Thursday, June 18, 2009

Right-Wing Violence Will Continue, And Fox News Will Have to Answer For It

FROM:


By Eric Boehlert, Media Matters for America. Posted June 10, 2009.


Agitators like O'Reilly and Beck traffic in incendiary rhetoric and it's pretty obvious where it's leading to.

If Fox News is going to continue to traffic in hateful, vigilante-style rhetoric, then folks at Fox News, as well as their apologists in the GOP Noise Machine, are going to have to come up with better talking points to spin away the consequences of the right-wing madness they're so eager to incite.

They need a better line of defense because the one they trotted out in the wake of the right-wing assassination of abortion provider Dr. George Tiller was wholly unconvincing.

It was just as feeble as the defense Fox News' Glenn Beck tried to employ in May to distance himself from the accused right-wing cop killer in Pittsburgh who seemed to mimic Beck's language about how President Obama was coming to take away everyone's guns.

The Fox News crew is going to need better talking points because I fear the violence -- the bouts of right-wing domestic terrorism -- are likely to continue. As long as Fox News and the Noise Machine refuse to back off the incendiary language that they're actively mainstreaming, the political violence, visible just months into Obama's historic first term, may have only begun.

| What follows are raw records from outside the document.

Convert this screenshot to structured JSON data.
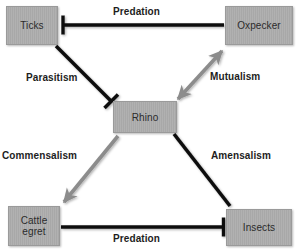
{
  "diagram": {
    "canvas": {
      "width": 300,
      "height": 252,
      "background": "#ffffff"
    },
    "palette": {
      "node_fill": "#a8a8a8",
      "node_border": "#9a9a9a",
      "node_text": "#2b2b2b",
      "label_text": "#1d1d1d",
      "edge_black": "#0f0f0f",
      "edge_gray": "#8c8c8c"
    },
    "nodes": [
      {
        "id": "ticks",
        "label": "Ticks"
      },
      {
        "id": "oxpecker",
        "label": "Oxpecker"
      },
      {
        "id": "rhino",
        "label": "Rhino"
      },
      {
        "id": "cattle_egret",
        "label": "Cattle\negret"
      },
      {
        "id": "insects",
        "label": "Insects"
      }
    ],
    "edges": [
      {
        "id": "predation_top",
        "label": "Predation",
        "from": "oxpecker",
        "to": "ticks",
        "color": "#0f0f0f",
        "head": "bar",
        "head_at": "ticks"
      },
      {
        "id": "parasitism",
        "label": "Parasitism",
        "from": "ticks",
        "to": "rhino",
        "color": "#0f0f0f",
        "head": "bar",
        "head_at": "rhino"
      },
      {
        "id": "mutualism",
        "label": "Mutualism",
        "from": "rhino",
        "to": "oxpecker",
        "color": "#8c8c8c",
        "head": "double-arrow",
        "head_at": "both"
      },
      {
        "id": "commensalism",
        "label": "Commensalism",
        "from": "rhino",
        "to": "cattle_egret",
        "color": "#8c8c8c",
        "head": "arrow",
        "head_at": "cattle_egret"
      },
      {
        "id": "amensalism",
        "label": "Amensalism",
        "from": "rhino",
        "to": "insects",
        "color": "#0f0f0f",
        "head": "none",
        "head_at": "none"
      },
      {
        "id": "predation_bottom",
        "label": "Predation",
        "from": "cattle_egret",
        "to": "insects",
        "color": "#0f0f0f",
        "head": "bar",
        "head_at": "insects"
      }
    ]
  }
}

Note that during a jailhouse interview, Tiller's suspected killer claimed that similar assassination plots against abortion providers are already being planned.

And please note what you did not hear from virtually anyone on the far right who addressed the Tiller story last week. Yes, they tried furiously to distance Bill O'Reilly from the controversy or suggest there was nothing problematic with the "baby killer" rhetoric he used. But what you did not hear was anyone condemn, or even take issue with, O'Reilly's on-air crusade.

Why the silence? Because militia-style vigilante rhetoric has become a cornerstone of the conservative media movement in America, and it's now proudly championed by Fox News on a nearly hourly basis.

The fact is, I couldn't find a single prominent voice within the GOP Noise Machine who even hinted that O'Reilly's relentless attacks on Tiller were in any way off the mark or, in light of the vigilante Kansas church killing, needed to be reconsidered, that they should have been dialed down. And that's why the ugliness has only begun.

The unconvincing right-wing defense in the wake of the Tiller assassination last week was twofold, with the second layer even thinner than the first. The first was that when conservatives were hounding and demonizing Tiller for years, they were merely debating the issue of abortion. And surely nobody in America opposes a healthy debate, right? Nobody opposes "sharp political disagreement," as Michelle Malkin sugarcoated the Tiller attack, right?

Second, Noise Machine leaders claimed that liberal commentators do exactly what O'Reilly and Beck have been accused of: using violent political hate language that puts people's lives in danger. That claim has been made over and over, yet conservatives can't actually produce any proof -- can't find any hateful liberal quotes -- to buttress the claim.

That's because both talking points are complete fabrications.

First, the idea that O'Reilly and company simply debated Tiller's work is laughable. O'Reilly's never been interested in any kind of back-and-forth about the abortion issue. He just rants and demonizes the other side. And in the case of Tiller, O'Reilly portrayed him as a lawless executioner. As Mary Alice Carr, vice president of communications for NARAL Pro-Choice New York, wrote in a recent op-ed for The Washington Post, "O'Reilly knew that people wanted Tiller dead, and he knew full well that many of those people were avid viewers of his show. Still, he fanned the flames."